Rintu’s house has become my ‘shanti niketan’ at retirement. Ipsita – her daughter and my granddaughter – is everytime the lure. The pert chic (= little kid); her quick retorts, perky (= proud) gaits; her prodigious (= extraordinary) faculty of giving me back the poem that I recite to her in no time – all these line my hours of repose with golden touch.
But this time my arrival proved out of season, like chancing (coming/arriving suddenly) upon a rollicking (extravagantly merry) house on a sad day. In brief, my dainty little playmate was in the midst of her examination! Oh, what a devil! Its shadow expels all joys from the child. Even my daughter, a bright loving Mom, puts on a fearful mien! I dare not interfere, lest my love spoils the result. The spoil-sport (= a thing that mars or destroys pleasures), believe it or not, even cows down the child’s steaming and bubbling passion for books of all sorts. Her text-books become a bugbear, (= an illusion of a fearful object) as they are tarred (= blackened) with smear-devil (= a devil that smears or washes with a black paint) of this examination.
However, I feel I can do nothing but bide the hours (= wait my turn) for the four days. At last the cloud of the devil vanishes round the corner and Didimoni (the granddaughter is fondly hailed as) appears out of the blue (= clear sky) like a cherubim (= angel- child) to illumine my days.
One morning, as I sat musing (= in a brooding mood), Rintu marked it. She asked me the cause of this pensive (= thoughtful) mood. I smiled and said, “I am brooding upon the funny turn of things. Your daughter’s exam choked my joys, no doubt. But I have her now and thank my stars that the damned rival has left the scene.
She broke in (= interrupted), “What’s the fun, Papa?” “Not in this, my love, but in what happened with me last night! The devil that left by the rear-door caught me through the front-door!”
My metaphor nonplussed (= amazed) her, “What’s up, Dad – front-door back-door. In fact, I don’t get you!” She questioned.
I said, “Last night I saw the strangest dream. And do you know this phantom whom I thought I had laid finally (lay the phantom = be free from meaningless fear of the unseen), plagued me the whole night. It heckled me in dream like a cat the rat it catches !”
Rintu began giggling to hear this and, at her request, I told her the dream:
I began to write, it was English. I wrote at full speed. Prolific (= too much) matter. It struck me, I had forgotten to enter the rolls and I turned to the front page. I couldn’t remember my roll number. I searched my pockets and the admit card was missing. I sweated, the clock ticked. I could neither advance with questions nor run home for the admit card… In a state of extreme nervous pickle (= awkward situation) I woke up to mop up the beads of perspiration. I woke up, thought it is due to overeating at night and took a glass of water. I don’t know when I slept again. But this time what I saw is the funniest dream of my life. I am the only old man in the hall filled with kids! The way in which they looked at me it seemed they took me for Santa Claus – my long flowing beard, slack garments and oversize pockets. I distributed chocolates to them and felt an oddly pleasant sensation… the scene changed. The invigilators appeared – stern looking, holding answer-books close to their bosom. And questions? Questions rolled in hand as if they were secret formulas!…. Questions in hands the kids had no time for me, they were so busy with them. I felt alone; an old misfit bore in a jubilant company; a rugged date-palm in an orchard of coloured season flowers. So isolated and alone! ….The scene melted into another more vicious! My youth when I was a teacher. The chap, an examinee, would not part with the chit from which he copied. I insisted and he refused. The ‘flying squad’ of the university dispossessed the boy, a scoundrel, of his chit. The latter eyed me like a villain. My young wife panicked as she saw a knot of hoodlums hang round my house. The lurking (= hidden) fear of some nameless harm haunted me day in and day out. We left our house at nightfall, but the same group dogged (= followed) our steps We ran, they chased. We failed for breath, my wife stumbled; I, too… but, thank God the dream exploded and I lay in bed in a pool of bodily sweat!
The dream-narrative engaged Rintu spellbound. She laughed, wondered and shuddered.
“What are you thinking, my child?” I asked.
“Papa, what an assorted (= mixed) stuff. A kind of ‘Multi- Media’ in Computer dialect.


▶ _Prompt_: The expected response is the entire set of entries, copied exactly.

╭─ Material for this exercise

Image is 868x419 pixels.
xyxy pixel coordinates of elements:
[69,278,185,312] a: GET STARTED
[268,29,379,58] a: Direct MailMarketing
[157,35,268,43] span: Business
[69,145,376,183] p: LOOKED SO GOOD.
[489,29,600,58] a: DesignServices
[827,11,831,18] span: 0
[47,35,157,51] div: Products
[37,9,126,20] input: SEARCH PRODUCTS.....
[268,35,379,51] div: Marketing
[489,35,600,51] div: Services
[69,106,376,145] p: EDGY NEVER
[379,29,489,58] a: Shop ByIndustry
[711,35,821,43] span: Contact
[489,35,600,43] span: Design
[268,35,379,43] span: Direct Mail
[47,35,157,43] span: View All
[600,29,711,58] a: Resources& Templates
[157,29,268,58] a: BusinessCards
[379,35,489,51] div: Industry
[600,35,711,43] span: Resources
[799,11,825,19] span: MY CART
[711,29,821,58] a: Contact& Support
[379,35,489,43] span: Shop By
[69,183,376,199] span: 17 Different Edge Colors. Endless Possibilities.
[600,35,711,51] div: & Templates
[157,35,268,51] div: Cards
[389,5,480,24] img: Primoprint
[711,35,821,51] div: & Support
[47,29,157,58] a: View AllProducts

╰─

▶ _Solution to the exercise_:
Image is 868x419 pixels.
xyxy pixel coordinates of elements:
[69,278,185,312] a: GET STARTED
[268,29,379,58] a: Direct MailMarketing
[157,35,268,43] span: Business
[69,145,376,183] p: LOOKED SO GOOD.
[489,29,600,58] a: DesignServices
[827,11,831,18] span: 0
[47,35,157,51] div: Products
[37,9,126,20] input: SEARCH PRODUCTS.....
[268,35,379,51] div: Marketing
[489,35,600,51] div: Services
[69,106,376,145] p: EDGY NEVER
[379,29,489,58] a: Shop ByIndustry
[711,35,821,43] span: Contact
[489,35,600,43] span: Design
[268,35,379,43] span: Direct Mail
[47,35,157,43] span: View All
[600,29,711,58] a: Resources& Templates
[157,29,268,58] a: BusinessCards
[379,35,489,51] div: Industry
[600,35,711,43] span: Resources
[799,11,825,19] span: MY CART
[711,29,821,58] a: Contact& Support
[379,35,489,43] span: Shop By
[69,183,376,199] span: 17 Different Edge Colors. Endless Possibilities.
[600,35,711,51] div: & Templates
[157,35,268,51] div: Cards
[389,5,480,24] img: Primoprint
[711,35,821,51] div: & Support
[47,29,157,58] a: View AllProducts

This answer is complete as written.